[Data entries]
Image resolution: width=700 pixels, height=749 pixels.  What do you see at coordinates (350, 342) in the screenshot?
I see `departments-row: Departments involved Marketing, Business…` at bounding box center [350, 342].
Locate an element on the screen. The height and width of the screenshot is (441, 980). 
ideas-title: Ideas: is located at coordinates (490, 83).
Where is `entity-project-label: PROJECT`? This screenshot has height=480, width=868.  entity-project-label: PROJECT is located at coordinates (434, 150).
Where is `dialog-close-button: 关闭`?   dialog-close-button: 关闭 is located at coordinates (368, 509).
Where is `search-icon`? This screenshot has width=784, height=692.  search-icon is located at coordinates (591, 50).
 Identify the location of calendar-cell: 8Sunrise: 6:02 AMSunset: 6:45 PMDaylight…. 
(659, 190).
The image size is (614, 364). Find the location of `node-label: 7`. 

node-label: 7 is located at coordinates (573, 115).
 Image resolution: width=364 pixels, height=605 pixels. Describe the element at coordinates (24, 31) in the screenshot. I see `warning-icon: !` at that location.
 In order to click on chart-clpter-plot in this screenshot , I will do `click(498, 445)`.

- **WHAT THE TASK REQUIRES**: Your reply should hold all the entries, each repeated without a single change.

- **EXERCISE OUTPUT**:
Image resolution: width=700 pixels, height=749 pixels.  What do you see at coordinates (350, 342) in the screenshot?
I see `departments-row: Departments involved Marketing, Business…` at bounding box center [350, 342].
Locate an element on the screen. The height and width of the screenshot is (441, 980). 
ideas-title: Ideas: is located at coordinates (490, 83).
Where is `entity-project-label: PROJECT`? This screenshot has height=480, width=868.  entity-project-label: PROJECT is located at coordinates (434, 150).
Where is `dialog-close-button: 关闭`?   dialog-close-button: 关闭 is located at coordinates (368, 509).
Where is `search-icon`? This screenshot has width=784, height=692.  search-icon is located at coordinates (591, 50).
 Identify the location of calendar-cell: 8Sunrise: 6:02 AMSunset: 6:45 PMDaylight…. 
(659, 190).
The image size is (614, 364). Find the location of `node-label: 7`. 

node-label: 7 is located at coordinates (573, 115).
 Image resolution: width=364 pixels, height=605 pixels. Describe the element at coordinates (24, 31) in the screenshot. I see `warning-icon: !` at that location.
 In order to click on chart-clpter-plot in this screenshot , I will do `click(498, 445)`.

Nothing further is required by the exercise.